There's a fixture that many of us in the UK have on a Sunday night - a distinctive theme tune and a predictable content, but for those of us who love the Antiques Roadshow, the evening would not be the same without it . At the moment we are being shown repeats, due to no recording having taken place in the last few months, but one of the benefits of getting older is that one does not (ahem) remember things quite as clearly as one used to - so that watching a repeat can be as fresh as if one has never seen the programme in the first place !
One item I did, however, remember was this quirky little bird, which the presenter described as being “ A Muranese ” creation. Crafted on the island of Murano, just off the greater island of Venice, City of my Heart, and soon as I saw it and heard the description, I was transported once again to that magical and mysterious place. I was reminded of the lunch my dear friend and I had on Murano, when we retraced the steps of two ladies who had travelled there in 1906. Like the ladies before us, we travelled by train and although we stayed in a small modern apartment while we was there, we also were invited for high tea at the same five star hotel on the Canale Grande in which they had stayed .
I'm often somewhat envious of family and friends whom I consider ‘real’ travellers, but I really should not be, as when I recount the places to which I have travelled, I realise what a rich store of memories I also have. And what a place Venice and the islands are to gather those memories! All over the islands, wandering around ancient churches filled with glorious works of art; visiting the glass museum on Murano (a place which I consider one of the great museums of the world), mouth agape at some of the exquisite artistry expressed in the most difficult medium of glass; memories of wandering the backstreets of Murano after our somewhat bibulous lunch, catching my foot on a risen paving stone edge, falling base over apex and being more amused by the expression on my friend’s face than disconcerted at the fact that I may well have broken my knee cap! In fact, although I had a technicolour bruise reaching halfway down my leg, there was no serious damage done - except to my dignity. I managed to get upright again and hobble around for the next couple of days, before making our way home (again by train, not by air ambulance rescue, as I am sure Elizabeth feared would be the case at the time).
Ah, memories, memories 😊
Memories of a more prosaic kind were stimulated today by this Victorian chamber pot on my window sill, which I use as a plant pot holder and which I acquired several years ago from a car boot sale. The memories elicited were really just of that very pleasant activity - of browsing around boot sales, which I haven't done for several years now. It just reminded me of how much I miss doing such a thing, and made me wonder why I have not done so for such a long time? Perhaps that's something I ought to schedule into my timetable in the near future, though being in close proximity with crowds is something I'm still a little wary of for the present.
The pot also gives me an opportunity to introduce “a little bit of Blue and White” which no 'Month in the Country' can do without, depicting a merry couple on their own 'Transports of Delight' - though I don't think it's an item which will be appearing on the Antiques Roadshow any time soon!
Journal prompt
Things are important – some of them form part of our identity simply because they are repositories of memories. Do you have any items from the past which are your own 'Transports of Delight', reminding you of places you have been or people you have known? Describe it/them in your Journal, include a picture if possible, and allow your mind to wander through the memories associated with the artefact. Return to your writing on another occasion, to add the recollections which may well come up over time.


— Task details —
Without the pictures, output the records below exactly as they are.

— Data for this task —
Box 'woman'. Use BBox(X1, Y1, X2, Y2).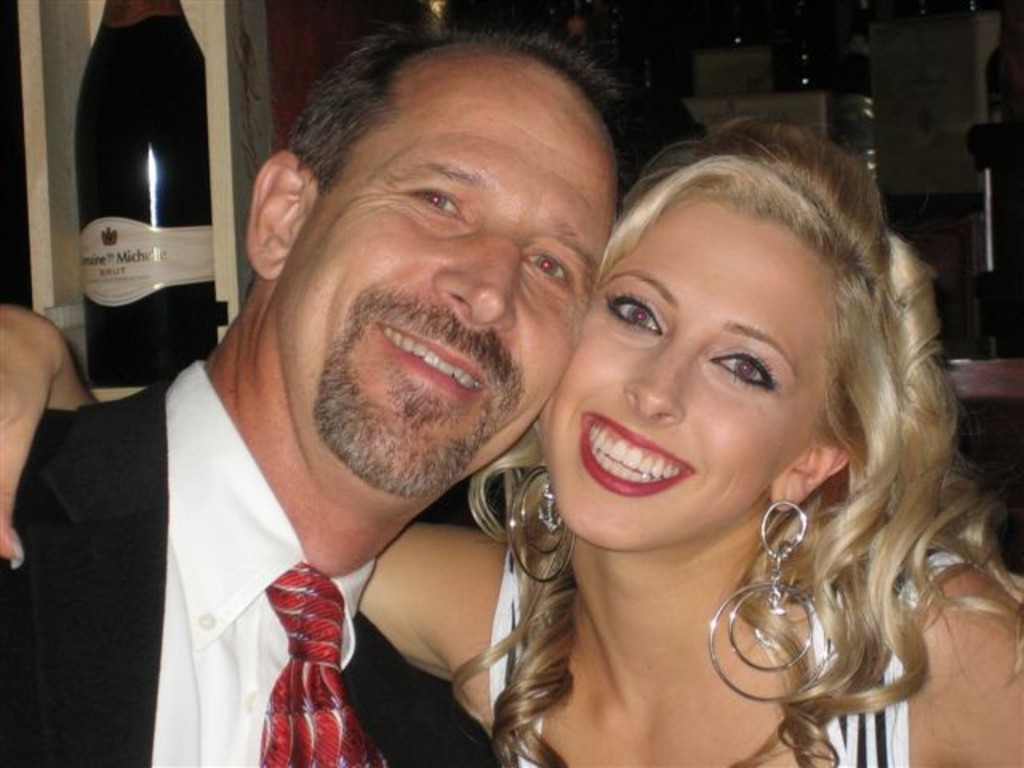
BBox(2, 120, 1021, 766).
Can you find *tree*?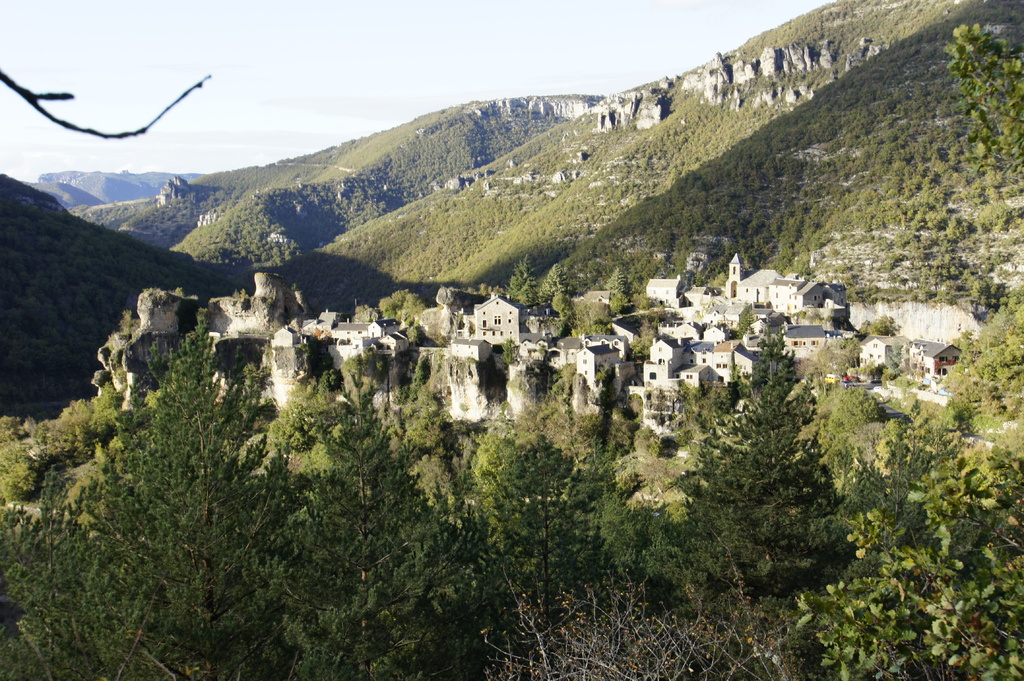
Yes, bounding box: {"x1": 591, "y1": 262, "x2": 626, "y2": 316}.
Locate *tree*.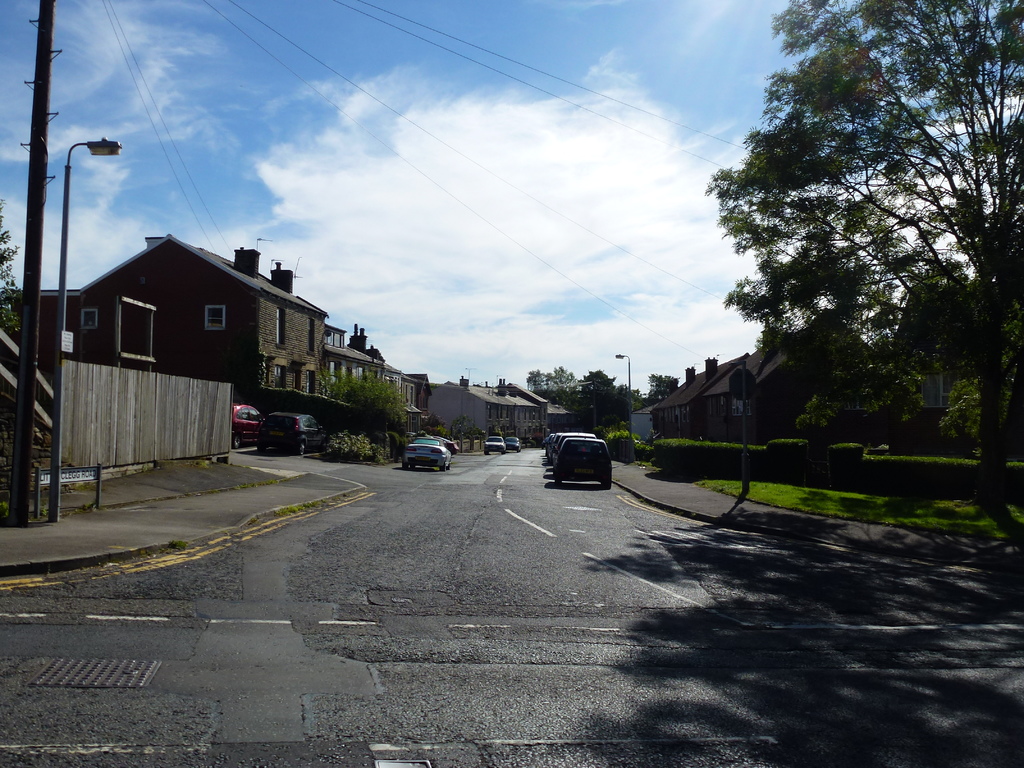
Bounding box: bbox=[689, 27, 1006, 505].
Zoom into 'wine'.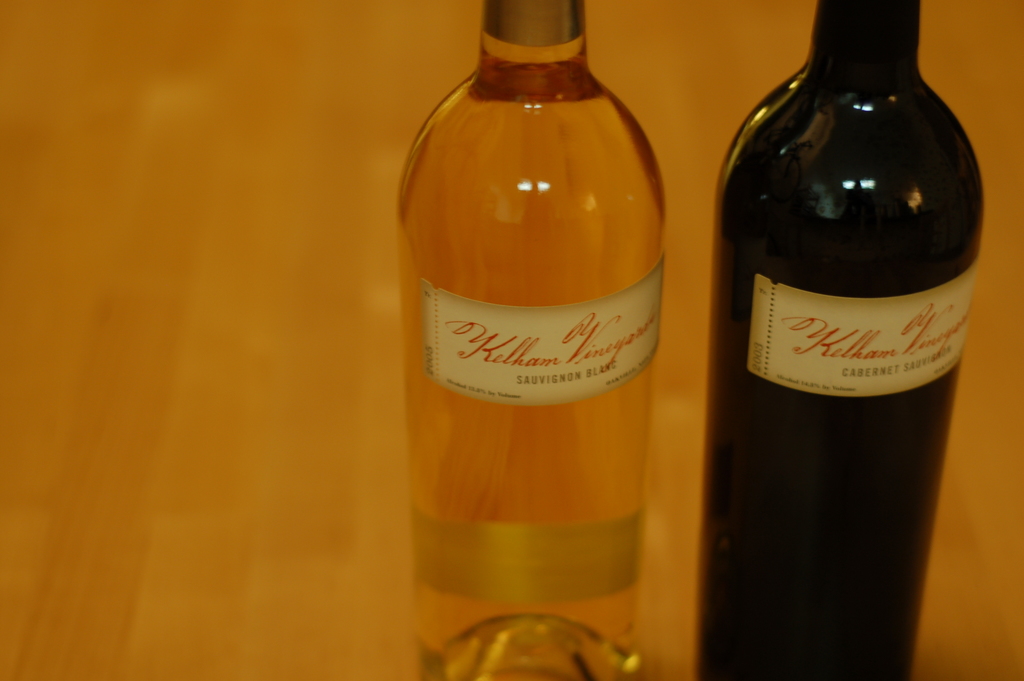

— Result of this exercise —
Box 'woman'. Use BBox(X1, Y1, X2, Y2).
BBox(2, 120, 1021, 766).
Can you find *tree*?
Yes, bounding box: {"x1": 591, "y1": 262, "x2": 626, "y2": 316}.
Locate *tree*.
Bounding box: bbox=[689, 27, 1006, 505].
Zoom into 'wine'.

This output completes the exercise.